Every young wife should be a good home-maker. An Eastern proverb says: “The wife is the household.” And the Japanese say, “The house rests upon the mother.” O woman! guard your treasure sacredly, this most priceless marriage gift, the title and blessing of home-keeper. She should make the home so attractive that no club can win him away from it in his leisure hours. She should make it, not only a haven of rest for him, but a place for delightful entertainment of his friends at all suitable times. However, the thoughtful husband will not invite his friends to his home, as a rule, without a word sent to his wife, that she may make any little needed preparation, and so be her happiest self with the guests.
I remember the advice an aged minister gave to a bride on her wedding day. “My dear, be always so hospitable that no guest shall leave your home with other than feelings of delight.” She followed this advice to the letter and many times when busy with the cares of the home, she was interrupted by the advent of an unexpected guest, I have watched with interest the hearty welcome she gave them, and the real gladness she put into their lives by her true hospitality.
The young wife should take not less, but more pains to make herself as attractive after as before marriage.

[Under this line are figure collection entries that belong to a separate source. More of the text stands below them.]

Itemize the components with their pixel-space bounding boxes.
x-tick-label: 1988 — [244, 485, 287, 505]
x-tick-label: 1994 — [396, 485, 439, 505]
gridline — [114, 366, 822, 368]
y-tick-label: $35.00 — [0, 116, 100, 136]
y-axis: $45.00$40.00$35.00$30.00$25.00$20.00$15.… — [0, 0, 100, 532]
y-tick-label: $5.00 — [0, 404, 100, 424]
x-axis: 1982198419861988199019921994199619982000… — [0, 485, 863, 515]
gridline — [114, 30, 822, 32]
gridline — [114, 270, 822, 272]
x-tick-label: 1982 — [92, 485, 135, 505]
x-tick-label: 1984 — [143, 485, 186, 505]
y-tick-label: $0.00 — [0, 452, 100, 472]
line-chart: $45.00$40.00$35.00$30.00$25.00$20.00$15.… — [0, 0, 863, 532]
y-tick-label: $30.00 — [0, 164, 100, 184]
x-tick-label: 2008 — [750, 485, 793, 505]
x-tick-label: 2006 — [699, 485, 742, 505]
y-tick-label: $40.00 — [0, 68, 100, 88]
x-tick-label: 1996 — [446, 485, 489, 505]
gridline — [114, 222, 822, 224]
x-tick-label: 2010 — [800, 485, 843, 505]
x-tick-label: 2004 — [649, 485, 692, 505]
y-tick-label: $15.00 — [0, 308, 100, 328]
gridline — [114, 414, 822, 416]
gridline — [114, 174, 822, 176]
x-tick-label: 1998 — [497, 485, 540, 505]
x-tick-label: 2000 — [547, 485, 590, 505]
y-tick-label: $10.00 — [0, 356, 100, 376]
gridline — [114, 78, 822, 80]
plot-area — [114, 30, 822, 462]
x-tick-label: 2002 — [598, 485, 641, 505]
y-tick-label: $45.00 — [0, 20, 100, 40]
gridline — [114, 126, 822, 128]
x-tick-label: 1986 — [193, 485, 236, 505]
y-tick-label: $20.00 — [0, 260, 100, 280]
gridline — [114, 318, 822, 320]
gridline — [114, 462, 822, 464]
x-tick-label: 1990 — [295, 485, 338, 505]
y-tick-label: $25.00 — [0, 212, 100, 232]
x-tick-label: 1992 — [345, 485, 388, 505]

A soiled ribbon, an untidy toilet, may seem trifling things, but they tell much of the esteem in which she holds her husband and her home. Not less but more care is needed to retain the love and respect of the man of her choice, than to win it. The pretty dress, the color of the ribbon, the manner of dressing the hair, are not affected, but chosen deliberately because she knows they are pleasing to him.
She should be the willing mother of his children. Marriage comprehends not only wifehood, but motherhood. To-day this is hardly believed by the many, and we may well mourn it as fatal, not only to the future of the American race, but to the best and highest interests of the home.
She should seek to keep pace with him in his mental growth, and never for a moment think that she is advancing his highest interests when she is denying herself that which would contribute to her development in order that he may advance. The marriage contract is not so one-sided a matter as this. Everything is for the interests of both, not one alone. There is something heroically pathetic in the story of Nasby’s Hannah Jane, but something perniciously unjust and blameworthy as well. Many a divorce has come from such blind neglect of self, that the interests of the husband may be advanced. “Incompatibility,” is the plea, a word full of tears, when discovered after years of married life.
The thoughtful husband will never allow such self-abnegation on the part of the wife. What he reads, she should read; and if she have not the time, he should read it aloud, while her hands are busy with the household cares. I remember well hearing Mrs. Livermore say, that she had her husband to thank for much of her mental growth, and varied information. “He was determined,” she said, “that I should read everything that he read; and many times in our little parsonage in a western state, when I was busied about the work of the home, he would come out into the kitchen, heated as hot as the fiery furnace, and read to me the book he was enjoying.”
In the line of intellectual development there is a danger that must be guarded against. In this day of literary clubs and reading circles, the ambition to excel and keep pace with other women in mental culture, will prove a snare if not guarded against.
All that the wife can do in outside work, while not neglecting the higher duties of home and heart, will only freshen and brighten her for companionship, and give her glimpses, yes, extended views, of the world and its doings, that will serve to broaden her horizon, and bring her in closer touch with her husband in his wrestlings with the affairs of life.
The words of the wise man are not obsolete, and are as timely to-day as when written. “Who can find a virtuous woman? for her price is far above rubies. The heart of her husband doth safely trust in her, so that he shall have no need of spoil. She will do him good and not evil all the days of her life. Strength and honor are her clothing; and she shall rejoice in time to come. She openeth her mouth with wisdom, and in her tongue is the law of kindness; she looketh to the ways of her household, and eateth not the bread of idleness. Her children arise up and call her blessed, her husband also, and he praiseth her. Many daughters have done virtuously, but thou excelleth them all.”
A converted heathen said of his wife, “I do thank God for my Christian wife. She has been such a help to me. I nearly always take her advice. In fact I may just as well tell you that I always take it, she is so wise.”